The communion silver on the altar at Hungars Church was given to the congregation in 1741 by John Custis. His daughter-in-law, born Martha Dandridge, would soon be widowed and then marry a man named George Washington. The alms basin is older still, donated to a wooden chapel by Magothy Bay around 1690 by Lieutenant Governor Francis Nicholson. The current brick church, the third parish church of Hungars Parish, was built around 1742 in what was then called Church Neck, on land that the Accawmacke people had farmed and fished for centuries before any of these names arrived.
Before the English came, this land was the homeland of the Accawmacke, an Algonquian-speaking people who had built a network of small towns up and down the Delmarva Peninsula. The colonists who arrived in the 1630s adopted the name Accawmake Shire for their new outpost and gave it one of the eight original shires of Virginia. The first clergyman assigned to the area was the Reverend Francis Bolton. The Reverend John Cotton patented land here and served as the parish's second rector from about 1632 to 1645. When his vestryman Robert Vaughn died that last year, his bequest of tobacco was used to build a wooden church called Nussawattocks. Hungars Parish was organized in 1642 with King's Creek as its boundary, and in 1663 Accomac Parish was carved out of its northern reaches. By 1690 a wooden church stood at Church Neck, by Magothy Bay, and the parish had begun the slow work of putting roots into the marshy ground.
In 1653 a wealthy vestryman named Stephen Charlton, who had quarreled with the Reverend Cotton, donated land for a glebe to support the parish minister and may have funded the construction of a church. Two years later he was dead. His will left his estate to the church on the condition that his daughters die first, an unusual but legally binding provision. One daughter was married at the age of twelve and died shortly afterward in childbirth, a tragedy of a kind common enough in the seventeenth century to be unremarkable in the records but devastating to the family. Litigation over the Charlton estate dragged on for over a century, flaring again in the early 1800s after the disestablishment of the Episcopal Church. The Glebe of Hungar's Parish remained the official rectory from 1745 until 1850. The last rector to live at the glebe was the Reverend Francis Upton.

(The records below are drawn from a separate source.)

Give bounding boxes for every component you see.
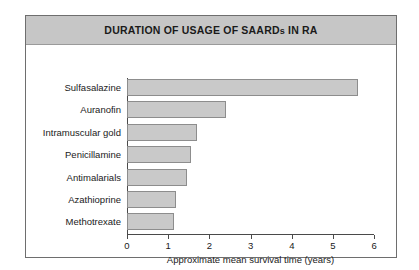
x-tick-5: [333, 235, 334, 239]
category-label-intramuscular-gold: Intramuscular gold: [26, 124, 121, 141]
category-label-methotrexate: Methotrexate: [26, 213, 121, 230]
title-tail-text: IN RA: [285, 24, 318, 36]
bar-row: Auranofin: [26, 101, 398, 123]
bar-intramuscular-gold: [127, 124, 197, 141]
bar-row: Penicillamine: [26, 146, 398, 168]
chart-figure: DURATION OF USAGE OF SAARDs IN RA 012345…: [25, 15, 397, 258]
chart-title-band: DURATION OF USAGE OF SAARDs IN RA: [26, 16, 396, 45]
x-tick-6: [374, 235, 375, 239]
x-tick-2: [209, 235, 210, 239]
x-axis-title: Approximate mean survival time (years): [127, 254, 374, 265]
bar-row: Sulfasalazine: [26, 79, 398, 101]
x-tick-0: [127, 235, 128, 239]
bar-row: Antimalarials: [26, 169, 398, 191]
category-label-sulfasalazine: Sulfasalazine: [26, 79, 121, 96]
bar-methotrexate: [127, 213, 174, 230]
page-title: DURATION OF USAGE OF SAARDs IN RA: [104, 24, 317, 36]
x-tick-label-1: 1: [158, 240, 178, 251]
bar-antimalarials: [127, 169, 187, 186]
x-tick-label-6: 6: [364, 240, 384, 251]
title-main-text: DURATION OF USAGE OF SAARD: [104, 24, 279, 36]
bar-row: Azathioprine: [26, 191, 398, 213]
x-tick-label-3: 3: [241, 240, 261, 251]
x-tick-label-5: 5: [323, 240, 343, 251]
plot-area: 0123456 SulfasalazineAuranofinIntramuscu…: [26, 46, 398, 258]
bar-row: Intramuscular gold: [26, 124, 398, 146]
x-tick-label-4: 4: [282, 240, 302, 251]
x-tick-4: [292, 235, 293, 239]
category-label-penicillamine: Penicillamine: [26, 146, 121, 163]
x-tick-label-0: 0: [117, 240, 137, 251]
category-label-auranofin: Auranofin: [26, 101, 121, 118]
category-label-azathioprine: Azathioprine: [26, 191, 121, 208]
x-tick-3: [251, 235, 252, 239]
bar-azathioprine: [127, 191, 176, 208]
x-tick-label-2: 2: [199, 240, 219, 251]
x-tick-1: [168, 235, 169, 239]
bar-auranofin: [127, 101, 226, 118]
bar-row: Methotrexate: [26, 213, 398, 235]
bar-penicillamine: [127, 146, 191, 163]
category-label-antimalarials: Antimalarials: [26, 169, 121, 186]
bar-sulfasalazine: [127, 79, 358, 96]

The current Hungars Church is the third parish church of Hungars Parish, built around 1742, likely prompted by the establishment in 1731 of a ferry from nearby Hungars Creek to York and Hampton. The new brick church was, before the Revolution, the second-largest in Virginia. A will from 1759 mentions a "new church on Hungar's Creek," confirming the date. The disestablishment of the Episcopal Church around 1802 emptied both the Magothy and Hungars chapels, which were stripped and abandoned. The parishioners met in the Eastville courthouse for years. The communion silver and alms basin were carefully preserved. The church came back to life in 1819 as the local economy revived, and a major renovation followed in 1851 by a contractor from Snow Hill, Maryland; the building was shortened from ninety-two feet to about seventy-four feet, and the gallery, which had once held seating for the people the church did not welcome below, including the enslaved people who attended services in segregation, was reworked. The renovation reduced the building's footprint to what stands today.
Since 1828 the parish has had two churches. Christ Church at Eastville was built that year on land donated by Severn E. Parker of Kendall Grove, replacing the abandoned Magothy chapel. Both churches stand today; both are on the National Register; Christ Church is part of the Eastville Historical District. Hungars Church was added to the National Register in 1970. The brick is laid in Colonial style with four-bay north and south facades, two-bay end walls, and a gable roof with a modillioned cornice; the cornice, roof, and floor may date from 1922 renovations. Air conditioning came in 1985; the pulpit was renovated in 1991-92. Sunday services continue. The communion silver that Martha Washington's first father-in-law donated almost three hundred years ago still sits on the altar at Hungars, polished, used.
Hungars Church stands at 37.45N, 75.92W in the unincorporated community of Bridgetown, Northampton County, on the Eastern Shore of Virginia. The brick Colonial structure is small and surrounded by churchyard and farmland; best spotted at 1,500-3,000 feet AGL on a clear day. The Chesapeake Bay coastline is just west, the barrier islands east. Nearest airports: KMFV (Accomack County) to the north, KORF (Norfolk International) across the bay to the southwest, and KSBY (Salisbury Regional) farther north in Maryland. Christ Church at Eastville, the sister congregation, lies about nine miles south.